Illustrated guide to the Barbell Close Grip Barbell Bench exercise

Barbell Close Grip Barbell Bench

Narrower-grip barbell bench press — keeps the elbows tucked tight and shifts the work onto the triceps with the chest assisting.

Level: Foundation

Primary: Triceps

Secondary: Chest

Movement: Compound

Tags: Push

Type: Strength (Weight Lifting)

Equipment: Barbell

Sports: MMA Rock Climbing Wrestling

Target muscles

The triceps brachii (medial and lateral heads especially) drive elbow extension and become the limiting factor on heavier sets. The pectoralis major still contributes — the close grip doesn't eliminate the chest, it shifts the relative emphasis. The anterior deltoid assists. Because the elbows tuck tight to the body, the shoulders work in a more shoulder-friendly position than the wide-grip bench, which is part of why this variation has become standard accessory work for raw bench pressers.

How to perform

Setup

Lie on the bench with eyes under the bar. Grip the bar with the hands roughly shoulder-width apart — index fingers on or just inside the smooth ring of the barbell for most people. Going much narrower than shoulder-width (the old-school thumb-touching grip) puts the wrists in a tough position and reduces the working ranges; don't do it. Plant the feet, set a slight upper-back arch, retract the scapulae, brace, unrack with locked elbows.

Execution

Lower the bar to the lower chest with the elbows tucked tight to the torso (about 30 degrees, not the 45 of a wide bench). Touch the chest, briefly. Press the bar back up, finishing with elbow lockout — the triceps should be doing visible work through the upper third of the rep. Don't flare the elbows out as you press; if they flare, the load shifts back onto the chest and you've defeated the lift. Exhale near the top, inhale at lockout.

Common mistakes

  • Going too narrow — wrists in pain, no extra triceps benefit. Shoulder-width is the sweet spot.
  • Letting the elbows flare on the press. Cue "elbows in" through the entire rep.
  • Using a thumbless ("suicide") grip with a heavy load over the face. Don't.
  • Bouncing the bar off the chest to start the press. The bottom is where the triceps should be doing the most work — don't skip it.
  • Loading it as heavy as a regular bench press because you "can." Close-grip is generally 80-90% of your wide-grip max; expecting the same number is asking for a stall.

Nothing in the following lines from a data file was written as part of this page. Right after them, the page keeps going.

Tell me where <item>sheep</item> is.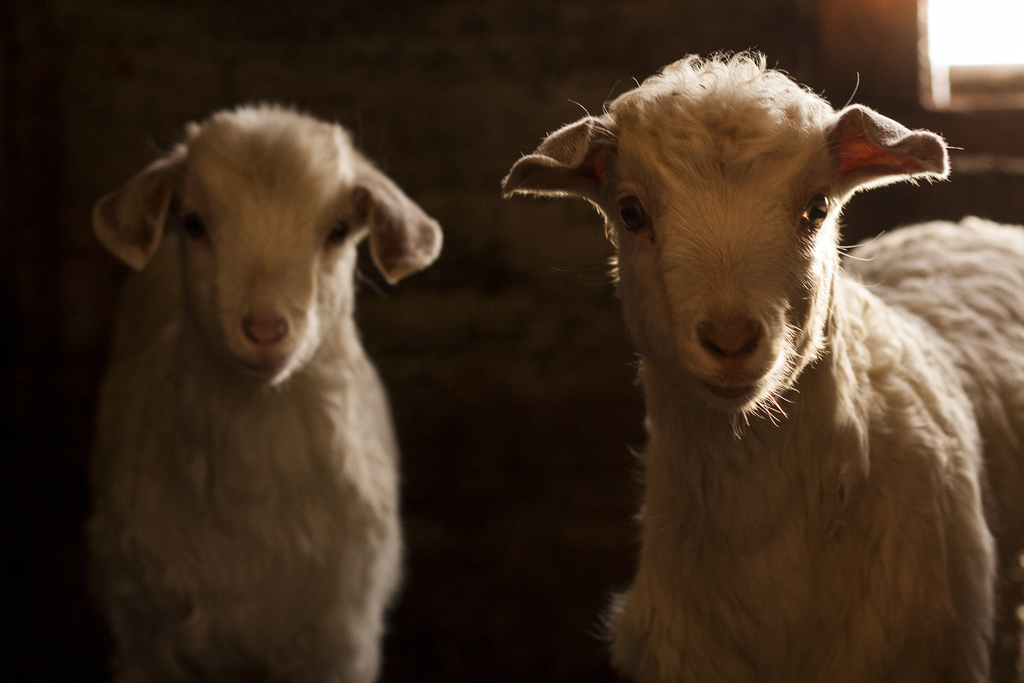
<item>sheep</item> is at [504,53,1023,682].
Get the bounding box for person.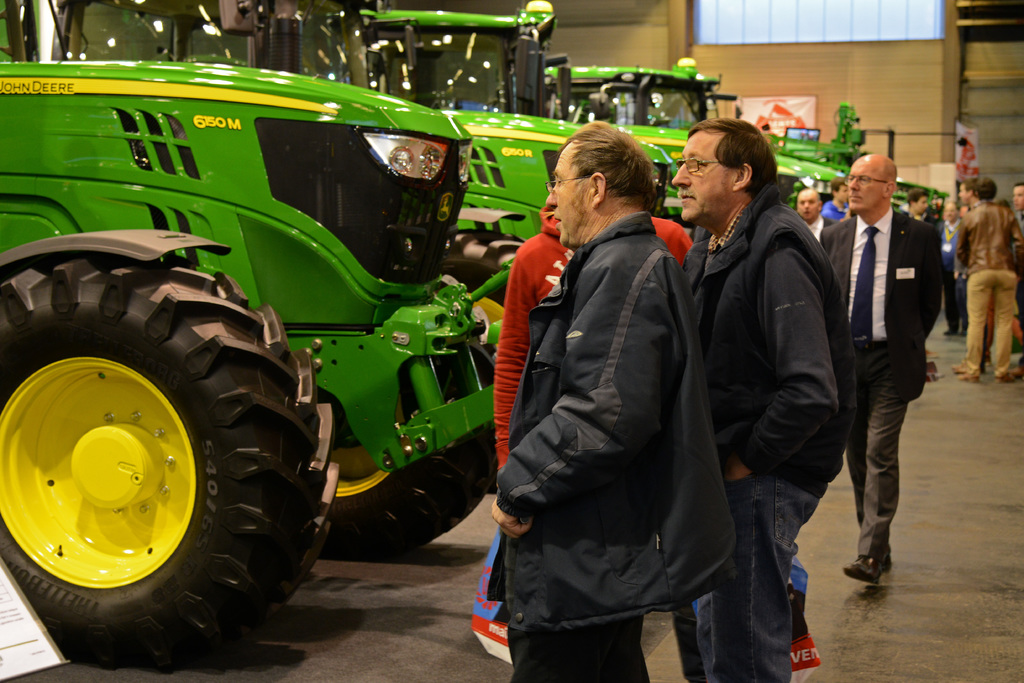
1011,185,1023,370.
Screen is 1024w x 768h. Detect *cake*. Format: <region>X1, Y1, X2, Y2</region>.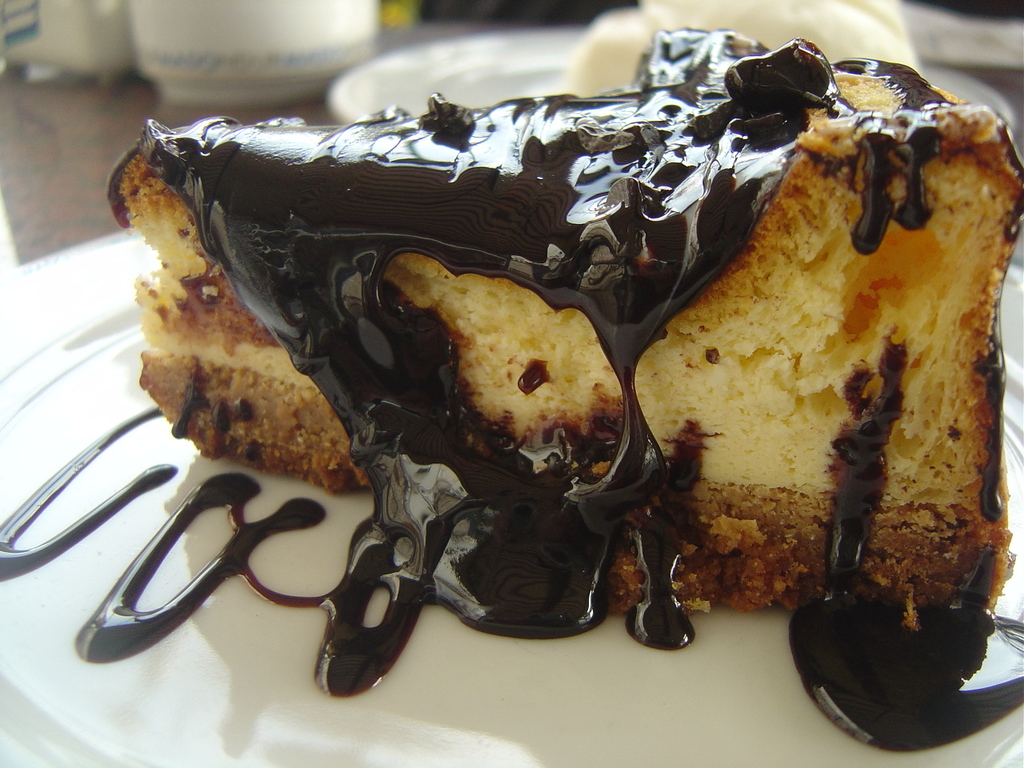
<region>109, 26, 1023, 615</region>.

Progressions and regressions

Regress to dumbbell close-grip presses (palms facing each other) or floor presses with a close grip — the floor press cuts the range and protects the shoulders. To progress, add board presses (a 1-2 board on the chest), pause reps (3 seconds at the chest), or weighted dips, which work much of the same muscle complex from a different angle.

Programming notes

Programs in beautifully as the second pressing movement on a bench day: 3-4 sets of 6-10 reps after the main bench work. As a primary lift on a bench-variation day, 4-5 sets of 4-6 reps. Builds the lockout strength that lets you finish heavy bench attempts. Pair with face pulls and band pull-aparts to keep the shoulders balanced — close-grip work is friendlier to the shoulders than wide-grip, but not infinite-volume friendly.